-- Excerpted data follows --

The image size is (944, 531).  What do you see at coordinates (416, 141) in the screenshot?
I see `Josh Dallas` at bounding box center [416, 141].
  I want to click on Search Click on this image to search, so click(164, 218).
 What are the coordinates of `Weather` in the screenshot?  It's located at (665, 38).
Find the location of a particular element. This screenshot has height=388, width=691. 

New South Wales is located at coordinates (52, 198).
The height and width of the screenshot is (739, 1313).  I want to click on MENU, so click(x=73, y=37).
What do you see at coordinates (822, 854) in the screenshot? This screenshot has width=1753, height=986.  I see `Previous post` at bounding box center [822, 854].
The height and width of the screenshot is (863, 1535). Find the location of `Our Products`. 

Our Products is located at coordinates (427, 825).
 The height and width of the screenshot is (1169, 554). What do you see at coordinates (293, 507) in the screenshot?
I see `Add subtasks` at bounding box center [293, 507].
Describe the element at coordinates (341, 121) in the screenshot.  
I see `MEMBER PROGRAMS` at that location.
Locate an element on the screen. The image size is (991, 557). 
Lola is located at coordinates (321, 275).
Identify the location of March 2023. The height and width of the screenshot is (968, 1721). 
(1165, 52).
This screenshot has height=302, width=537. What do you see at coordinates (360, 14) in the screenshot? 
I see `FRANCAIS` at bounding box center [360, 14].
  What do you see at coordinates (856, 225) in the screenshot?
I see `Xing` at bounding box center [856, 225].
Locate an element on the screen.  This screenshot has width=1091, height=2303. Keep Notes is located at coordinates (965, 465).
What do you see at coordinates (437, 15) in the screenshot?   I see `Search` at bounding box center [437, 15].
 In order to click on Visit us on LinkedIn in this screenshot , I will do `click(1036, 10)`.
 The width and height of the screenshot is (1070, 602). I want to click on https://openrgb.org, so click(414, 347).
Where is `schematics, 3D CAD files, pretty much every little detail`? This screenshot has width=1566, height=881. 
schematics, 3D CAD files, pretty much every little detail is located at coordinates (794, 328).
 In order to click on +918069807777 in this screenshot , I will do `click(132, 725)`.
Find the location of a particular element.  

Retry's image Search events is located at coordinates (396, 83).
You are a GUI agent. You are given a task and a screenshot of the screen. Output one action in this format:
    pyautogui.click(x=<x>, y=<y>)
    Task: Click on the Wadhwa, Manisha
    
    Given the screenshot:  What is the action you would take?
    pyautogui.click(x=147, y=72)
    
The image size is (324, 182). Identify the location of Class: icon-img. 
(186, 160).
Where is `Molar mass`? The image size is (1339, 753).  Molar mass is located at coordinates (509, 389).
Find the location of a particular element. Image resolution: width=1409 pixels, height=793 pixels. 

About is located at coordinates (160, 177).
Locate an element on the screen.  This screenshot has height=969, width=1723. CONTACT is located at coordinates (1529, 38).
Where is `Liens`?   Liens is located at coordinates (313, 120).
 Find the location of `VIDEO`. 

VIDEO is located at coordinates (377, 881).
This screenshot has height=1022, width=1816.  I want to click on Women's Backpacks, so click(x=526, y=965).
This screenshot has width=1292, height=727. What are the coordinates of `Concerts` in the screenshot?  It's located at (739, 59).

-- Excerpted data concluded --

**Work required:**
Would you copy each line of the data exactly as it appears above?

**Expected answer:**
The image size is (944, 531).  What do you see at coordinates (416, 141) in the screenshot?
I see `Josh Dallas` at bounding box center [416, 141].
  I want to click on Search Click on this image to search, so click(164, 218).
 What are the coordinates of `Weather` in the screenshot?  It's located at (665, 38).
Find the location of a particular element. This screenshot has height=388, width=691. 

New South Wales is located at coordinates (52, 198).
The height and width of the screenshot is (739, 1313).  I want to click on MENU, so click(x=73, y=37).
What do you see at coordinates (822, 854) in the screenshot? This screenshot has width=1753, height=986.  I see `Previous post` at bounding box center [822, 854].
The height and width of the screenshot is (863, 1535). Find the location of `Our Products`. 

Our Products is located at coordinates (427, 825).
 The height and width of the screenshot is (1169, 554). What do you see at coordinates (293, 507) in the screenshot?
I see `Add subtasks` at bounding box center [293, 507].
Describe the element at coordinates (341, 121) in the screenshot.  
I see `MEMBER PROGRAMS` at that location.
Locate an element on the screen. The image size is (991, 557). 
Lola is located at coordinates (321, 275).
Identify the location of March 2023. The height and width of the screenshot is (968, 1721). 
(1165, 52).
This screenshot has height=302, width=537. What do you see at coordinates (360, 14) in the screenshot? 
I see `FRANCAIS` at bounding box center [360, 14].
  What do you see at coordinates (856, 225) in the screenshot?
I see `Xing` at bounding box center [856, 225].
Locate an element on the screen.  This screenshot has width=1091, height=2303. Keep Notes is located at coordinates (965, 465).
What do you see at coordinates (437, 15) in the screenshot?   I see `Search` at bounding box center [437, 15].
 In order to click on Visit us on LinkedIn in this screenshot , I will do `click(1036, 10)`.
 The width and height of the screenshot is (1070, 602). I want to click on https://openrgb.org, so click(414, 347).
Where is `schematics, 3D CAD files, pretty much every little detail`? This screenshot has width=1566, height=881. 
schematics, 3D CAD files, pretty much every little detail is located at coordinates (794, 328).
 In order to click on +918069807777 in this screenshot , I will do `click(132, 725)`.
Find the location of a particular element.  

Retry's image Search events is located at coordinates (396, 83).
You are a GUI agent. You are given a task and a screenshot of the screen. Output one action in this format:
    pyautogui.click(x=<x>, y=<y>)
    Task: Click on the Wadhwa, Manisha
    
    Given the screenshot:  What is the action you would take?
    pyautogui.click(x=147, y=72)
    
The image size is (324, 182). Identify the location of Class: icon-img. 
(186, 160).
Where is `Molar mass`? The image size is (1339, 753).  Molar mass is located at coordinates (509, 389).
Find the location of a particular element. Image resolution: width=1409 pixels, height=793 pixels. 

About is located at coordinates (160, 177).
Locate an element on the screen.  This screenshot has height=969, width=1723. CONTACT is located at coordinates (1529, 38).
Where is `Liens`?   Liens is located at coordinates (313, 120).
 Find the location of `VIDEO`. 

VIDEO is located at coordinates (377, 881).
This screenshot has height=1022, width=1816.  I want to click on Women's Backpacks, so click(x=526, y=965).
This screenshot has width=1292, height=727. What are the coordinates of `Concerts` in the screenshot?  It's located at (739, 59).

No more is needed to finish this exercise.